Tuesday, August 16, 2011

Reinventing Registration Forms

Perhaps the biggest challenge for a website designer, from a brand and user experience perspective, is the design of the website's registration form flow. When designing an experience around registration, User experience designers generally focus on the creation of usable forms, best practices, and optimizing the process. The end result, however, is always a form. Whether it is a single page form, or multi-page form, registration always results in a form. All in all, it seems that registration never benefits from the due diligence of understanding a brand, content strategy, or likely user behavior...which is odd, given that the registration process poses the biggest threat to the perception of a client's brand, if the process results in a poor user experience.

Marketers and keepers of the brand also have high expectations from consumers, when they ask them to register. They tend to add "optional" marketing fields, hoping that the consumer will freely offer up their personal information. The problem is, on a registration form, there is usually no apparent benefit to giving the brand additional, optional, personal information.

It's time to rethink the registration form.

Designers should begin with an in-depth understanding of their client's brand, tone, and voice. The end goal, is to convince the consumer that there is a worthwhile reward for offering up the information that is being solicited. Asking the consumer for personal information, and then illustrating the benefits of doing so, requires a two-way dialogue.

As designers, we should ask ourselves, is a "form" the best vehicle to have a conversation with the consumer?

Perhaps, we need to understand and map out the dialogue that the brand would like to have with the consumer, if the brand was an actual person, engaged in a conversation. Maybe it would go something like this:

"Hello. We are psyched that you are here, and think you are going to enjoy your experience. Let's get to know each other!"

"What's your name? _______________"

"Thanks, {username}!

Did you know that, if you connect us with your Facebook profile, we'll be able to provide you with instant recommendations for products and services? We promise that your personal information and profile will be safe, and not given to a third-party.

"Would you like to sign-in to Facebook, now? _______________"

(if they do connect with Facebook quickly reveal how many recommendations are being generated)

Etc.


The point is, as Usability Engineers, we tend to focus on how quickly end-users complete the registration process, instead of how effective the experience is at encouraging consumers to have a deeper level of engagement with the brand. In theory, creating a meaningful dialogue, highlighting consumer benefits, and designing an engaging experience, should result in deeper brand connections, versus a quick, optimized form.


PROBLEM REQUIREMENTS: Copy each line below containing "xlabel".
+ + +
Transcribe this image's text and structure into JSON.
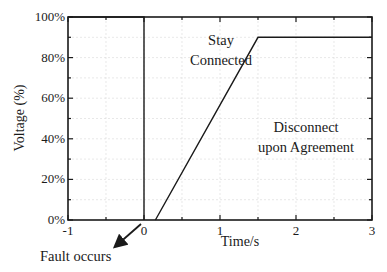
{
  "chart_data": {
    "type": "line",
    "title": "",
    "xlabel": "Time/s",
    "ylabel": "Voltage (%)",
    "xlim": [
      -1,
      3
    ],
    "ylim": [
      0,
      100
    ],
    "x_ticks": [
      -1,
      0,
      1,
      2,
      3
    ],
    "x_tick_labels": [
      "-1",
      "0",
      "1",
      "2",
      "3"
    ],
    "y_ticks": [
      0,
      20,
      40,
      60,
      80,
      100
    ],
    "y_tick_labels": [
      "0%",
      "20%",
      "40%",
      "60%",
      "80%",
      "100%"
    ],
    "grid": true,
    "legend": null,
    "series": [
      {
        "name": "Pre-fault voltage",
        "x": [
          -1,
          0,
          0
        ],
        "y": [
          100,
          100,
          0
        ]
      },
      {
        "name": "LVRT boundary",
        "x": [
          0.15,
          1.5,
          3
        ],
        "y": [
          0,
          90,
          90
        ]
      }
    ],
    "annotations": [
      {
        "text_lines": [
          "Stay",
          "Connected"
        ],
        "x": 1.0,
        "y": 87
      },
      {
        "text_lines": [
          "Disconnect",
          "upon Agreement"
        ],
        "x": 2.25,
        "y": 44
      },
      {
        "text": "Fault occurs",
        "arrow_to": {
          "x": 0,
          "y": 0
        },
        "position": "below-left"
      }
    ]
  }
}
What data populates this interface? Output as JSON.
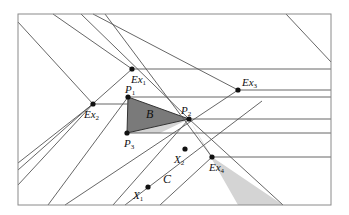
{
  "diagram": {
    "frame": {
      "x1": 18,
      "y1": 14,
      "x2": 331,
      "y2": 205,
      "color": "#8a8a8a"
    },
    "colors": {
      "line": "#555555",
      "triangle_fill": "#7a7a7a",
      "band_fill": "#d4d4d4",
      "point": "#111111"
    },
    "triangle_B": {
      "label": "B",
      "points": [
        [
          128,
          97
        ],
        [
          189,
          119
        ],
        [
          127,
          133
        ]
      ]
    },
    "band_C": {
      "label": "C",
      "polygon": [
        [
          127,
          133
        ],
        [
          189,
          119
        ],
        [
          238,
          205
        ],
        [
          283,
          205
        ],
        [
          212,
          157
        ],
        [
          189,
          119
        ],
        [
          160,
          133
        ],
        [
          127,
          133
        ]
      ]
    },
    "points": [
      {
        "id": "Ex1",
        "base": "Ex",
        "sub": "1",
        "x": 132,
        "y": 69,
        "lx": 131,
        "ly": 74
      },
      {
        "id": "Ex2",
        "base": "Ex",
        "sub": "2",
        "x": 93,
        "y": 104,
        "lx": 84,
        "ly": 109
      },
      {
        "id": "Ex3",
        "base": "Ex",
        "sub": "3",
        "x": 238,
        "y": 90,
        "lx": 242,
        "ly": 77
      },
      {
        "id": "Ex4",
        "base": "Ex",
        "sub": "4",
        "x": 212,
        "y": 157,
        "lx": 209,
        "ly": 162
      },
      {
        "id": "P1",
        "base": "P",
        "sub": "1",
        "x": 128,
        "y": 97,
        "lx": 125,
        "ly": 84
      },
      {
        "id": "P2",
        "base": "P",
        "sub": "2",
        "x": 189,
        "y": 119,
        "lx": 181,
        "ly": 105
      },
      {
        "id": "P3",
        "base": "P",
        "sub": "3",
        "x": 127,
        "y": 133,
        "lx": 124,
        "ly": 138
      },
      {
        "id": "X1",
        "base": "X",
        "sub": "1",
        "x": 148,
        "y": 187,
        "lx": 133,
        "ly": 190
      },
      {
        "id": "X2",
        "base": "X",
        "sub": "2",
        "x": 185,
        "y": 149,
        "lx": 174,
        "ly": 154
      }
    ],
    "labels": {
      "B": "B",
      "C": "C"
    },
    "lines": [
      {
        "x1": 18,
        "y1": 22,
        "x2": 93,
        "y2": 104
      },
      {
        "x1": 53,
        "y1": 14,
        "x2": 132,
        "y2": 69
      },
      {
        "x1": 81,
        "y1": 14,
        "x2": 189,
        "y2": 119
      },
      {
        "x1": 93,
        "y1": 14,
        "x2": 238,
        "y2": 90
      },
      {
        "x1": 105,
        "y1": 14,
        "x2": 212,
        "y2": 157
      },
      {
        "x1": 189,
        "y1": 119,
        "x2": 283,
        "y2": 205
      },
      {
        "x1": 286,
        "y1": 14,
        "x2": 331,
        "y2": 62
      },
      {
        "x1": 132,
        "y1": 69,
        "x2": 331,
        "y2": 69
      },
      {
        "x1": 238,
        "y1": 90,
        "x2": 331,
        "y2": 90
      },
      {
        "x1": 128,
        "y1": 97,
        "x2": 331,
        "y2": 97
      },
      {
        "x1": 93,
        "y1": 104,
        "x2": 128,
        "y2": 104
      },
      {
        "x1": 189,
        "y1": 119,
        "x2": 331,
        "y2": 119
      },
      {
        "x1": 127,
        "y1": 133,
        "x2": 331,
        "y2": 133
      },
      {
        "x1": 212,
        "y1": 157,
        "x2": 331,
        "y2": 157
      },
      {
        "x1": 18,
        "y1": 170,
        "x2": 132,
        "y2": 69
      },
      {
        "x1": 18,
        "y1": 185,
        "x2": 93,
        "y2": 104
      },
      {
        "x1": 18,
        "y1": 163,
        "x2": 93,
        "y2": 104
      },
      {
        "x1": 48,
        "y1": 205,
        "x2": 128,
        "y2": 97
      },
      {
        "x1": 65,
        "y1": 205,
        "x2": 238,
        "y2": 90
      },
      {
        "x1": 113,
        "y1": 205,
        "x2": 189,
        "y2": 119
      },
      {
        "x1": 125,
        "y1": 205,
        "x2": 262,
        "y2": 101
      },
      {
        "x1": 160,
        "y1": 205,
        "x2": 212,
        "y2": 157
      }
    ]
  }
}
+ + +
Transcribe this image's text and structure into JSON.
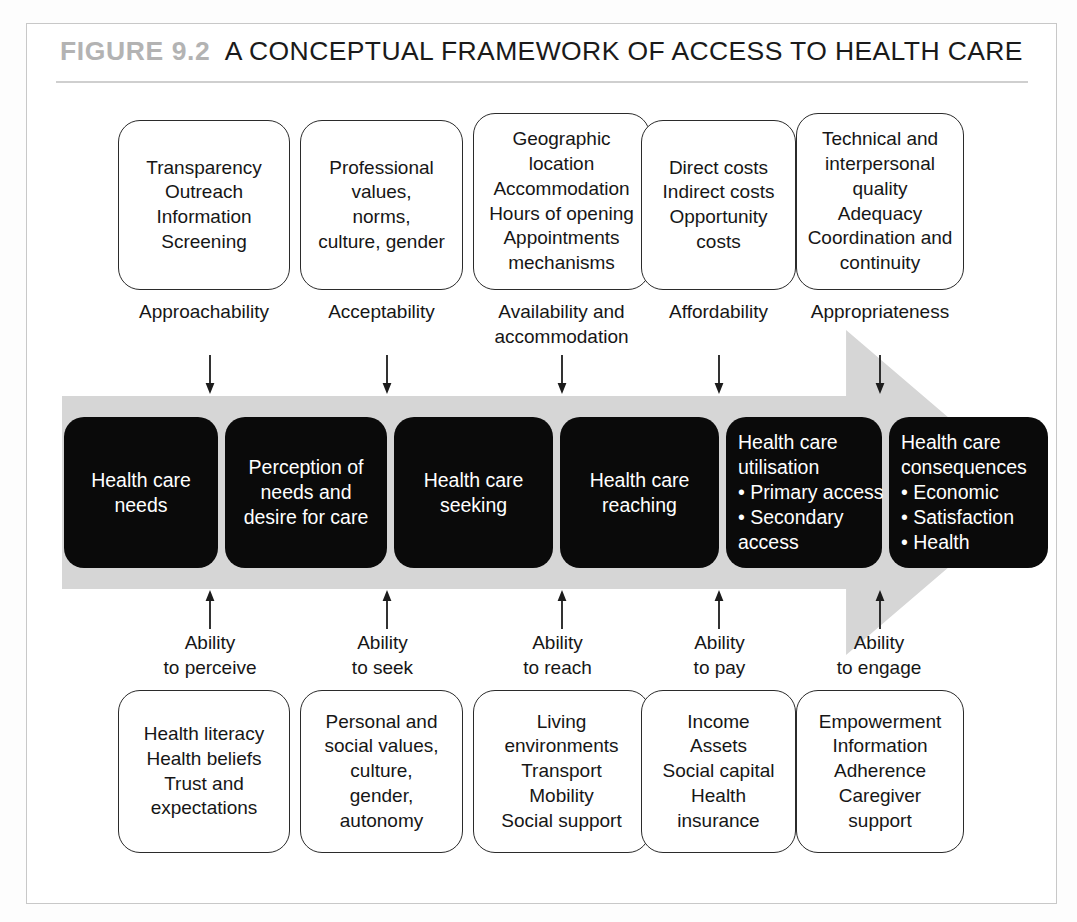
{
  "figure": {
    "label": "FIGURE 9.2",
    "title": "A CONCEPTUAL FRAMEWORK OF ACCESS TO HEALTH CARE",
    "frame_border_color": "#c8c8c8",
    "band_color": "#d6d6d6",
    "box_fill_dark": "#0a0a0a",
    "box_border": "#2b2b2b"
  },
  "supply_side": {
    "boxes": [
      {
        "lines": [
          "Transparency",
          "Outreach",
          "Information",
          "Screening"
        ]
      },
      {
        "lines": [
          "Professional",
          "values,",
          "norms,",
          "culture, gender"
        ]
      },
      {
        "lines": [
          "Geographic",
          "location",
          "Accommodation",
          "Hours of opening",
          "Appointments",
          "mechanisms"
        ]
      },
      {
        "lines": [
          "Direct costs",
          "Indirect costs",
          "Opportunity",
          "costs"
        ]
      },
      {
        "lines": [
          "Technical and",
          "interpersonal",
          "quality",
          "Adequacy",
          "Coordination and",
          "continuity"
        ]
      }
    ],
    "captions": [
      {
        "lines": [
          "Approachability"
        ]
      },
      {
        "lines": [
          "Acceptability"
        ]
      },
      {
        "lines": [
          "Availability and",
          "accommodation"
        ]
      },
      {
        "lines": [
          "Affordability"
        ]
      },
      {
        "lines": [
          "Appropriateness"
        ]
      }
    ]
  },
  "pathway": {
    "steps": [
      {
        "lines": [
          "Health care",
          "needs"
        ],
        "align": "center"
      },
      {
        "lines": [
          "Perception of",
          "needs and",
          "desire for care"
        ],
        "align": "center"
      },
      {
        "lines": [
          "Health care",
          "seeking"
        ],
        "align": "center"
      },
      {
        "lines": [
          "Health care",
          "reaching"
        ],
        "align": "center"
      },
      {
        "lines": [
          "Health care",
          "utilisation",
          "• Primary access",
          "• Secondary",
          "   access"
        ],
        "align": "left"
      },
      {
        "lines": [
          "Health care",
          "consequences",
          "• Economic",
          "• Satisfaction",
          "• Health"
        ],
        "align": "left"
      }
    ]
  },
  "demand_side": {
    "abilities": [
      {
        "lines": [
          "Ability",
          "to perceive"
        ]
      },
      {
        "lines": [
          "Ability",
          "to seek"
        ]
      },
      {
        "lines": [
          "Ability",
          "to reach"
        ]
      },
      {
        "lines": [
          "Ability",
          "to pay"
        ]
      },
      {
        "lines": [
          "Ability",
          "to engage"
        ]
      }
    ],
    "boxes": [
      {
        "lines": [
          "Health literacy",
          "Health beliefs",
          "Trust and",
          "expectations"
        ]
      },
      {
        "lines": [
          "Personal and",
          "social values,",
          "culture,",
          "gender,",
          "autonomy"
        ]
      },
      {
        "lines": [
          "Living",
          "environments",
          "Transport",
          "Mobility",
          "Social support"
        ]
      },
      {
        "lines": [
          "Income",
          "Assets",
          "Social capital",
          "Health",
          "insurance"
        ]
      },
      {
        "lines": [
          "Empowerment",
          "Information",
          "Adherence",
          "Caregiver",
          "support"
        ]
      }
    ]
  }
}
+ + +
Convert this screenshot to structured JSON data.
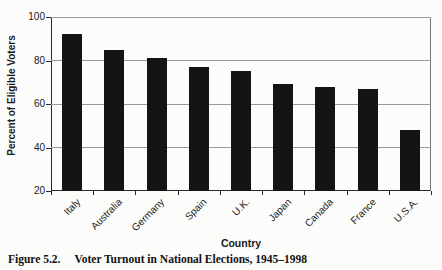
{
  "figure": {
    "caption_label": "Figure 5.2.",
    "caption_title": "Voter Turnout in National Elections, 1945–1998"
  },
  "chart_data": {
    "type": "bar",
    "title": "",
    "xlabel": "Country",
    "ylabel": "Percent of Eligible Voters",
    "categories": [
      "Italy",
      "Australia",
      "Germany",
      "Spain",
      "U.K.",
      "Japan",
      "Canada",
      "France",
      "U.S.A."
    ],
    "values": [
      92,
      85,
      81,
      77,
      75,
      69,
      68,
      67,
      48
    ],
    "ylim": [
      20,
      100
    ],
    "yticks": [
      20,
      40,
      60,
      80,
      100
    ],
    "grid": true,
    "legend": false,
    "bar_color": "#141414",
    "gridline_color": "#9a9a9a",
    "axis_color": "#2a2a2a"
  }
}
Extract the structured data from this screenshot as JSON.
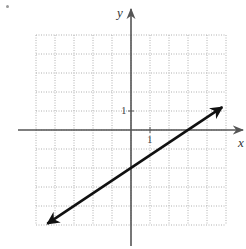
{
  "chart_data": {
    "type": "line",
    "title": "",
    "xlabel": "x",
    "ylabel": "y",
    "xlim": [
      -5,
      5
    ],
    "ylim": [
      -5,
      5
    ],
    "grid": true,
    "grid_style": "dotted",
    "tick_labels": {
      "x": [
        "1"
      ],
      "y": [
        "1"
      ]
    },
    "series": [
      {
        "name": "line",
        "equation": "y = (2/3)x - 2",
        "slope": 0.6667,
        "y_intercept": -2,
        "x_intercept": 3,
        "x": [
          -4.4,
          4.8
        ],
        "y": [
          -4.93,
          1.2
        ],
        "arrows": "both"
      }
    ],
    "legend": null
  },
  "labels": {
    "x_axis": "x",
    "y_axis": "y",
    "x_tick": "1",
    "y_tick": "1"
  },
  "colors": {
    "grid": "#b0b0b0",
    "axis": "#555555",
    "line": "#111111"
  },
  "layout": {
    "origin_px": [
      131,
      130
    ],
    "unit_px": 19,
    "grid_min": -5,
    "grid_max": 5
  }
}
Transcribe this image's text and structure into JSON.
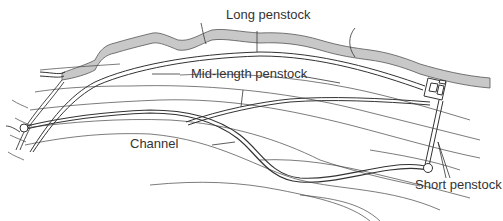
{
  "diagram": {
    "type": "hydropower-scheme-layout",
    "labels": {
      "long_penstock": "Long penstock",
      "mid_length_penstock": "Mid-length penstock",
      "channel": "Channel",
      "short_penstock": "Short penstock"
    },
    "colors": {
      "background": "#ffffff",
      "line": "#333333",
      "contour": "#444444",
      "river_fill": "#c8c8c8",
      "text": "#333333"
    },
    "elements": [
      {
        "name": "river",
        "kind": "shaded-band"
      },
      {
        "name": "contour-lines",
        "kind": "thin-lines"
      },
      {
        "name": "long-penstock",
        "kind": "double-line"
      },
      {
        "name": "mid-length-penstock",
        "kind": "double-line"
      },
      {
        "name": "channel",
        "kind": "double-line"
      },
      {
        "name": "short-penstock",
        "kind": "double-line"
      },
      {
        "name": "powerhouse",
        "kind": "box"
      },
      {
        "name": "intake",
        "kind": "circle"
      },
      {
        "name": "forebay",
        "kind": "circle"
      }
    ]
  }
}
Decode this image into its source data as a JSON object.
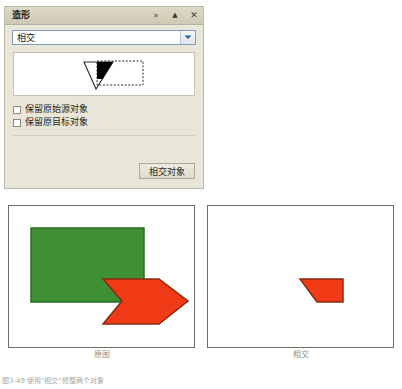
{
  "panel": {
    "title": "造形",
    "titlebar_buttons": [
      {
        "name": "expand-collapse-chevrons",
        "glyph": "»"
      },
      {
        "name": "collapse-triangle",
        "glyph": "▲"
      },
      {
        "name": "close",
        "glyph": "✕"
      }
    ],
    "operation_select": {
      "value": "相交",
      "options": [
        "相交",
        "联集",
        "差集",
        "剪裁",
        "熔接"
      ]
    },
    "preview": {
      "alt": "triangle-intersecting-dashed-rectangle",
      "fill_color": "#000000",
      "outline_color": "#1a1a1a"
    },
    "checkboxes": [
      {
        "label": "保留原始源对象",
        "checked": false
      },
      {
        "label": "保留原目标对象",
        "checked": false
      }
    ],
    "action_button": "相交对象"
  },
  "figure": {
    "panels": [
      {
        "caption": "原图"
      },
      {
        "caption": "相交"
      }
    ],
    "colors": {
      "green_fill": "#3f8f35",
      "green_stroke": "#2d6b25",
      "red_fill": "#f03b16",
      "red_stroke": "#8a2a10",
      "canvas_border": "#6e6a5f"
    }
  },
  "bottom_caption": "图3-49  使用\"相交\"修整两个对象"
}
+ + +
YOUR RESPONSE:
    "xlabel": "Time/s",
    "xlabel": "Country",
    "xlabel": "x",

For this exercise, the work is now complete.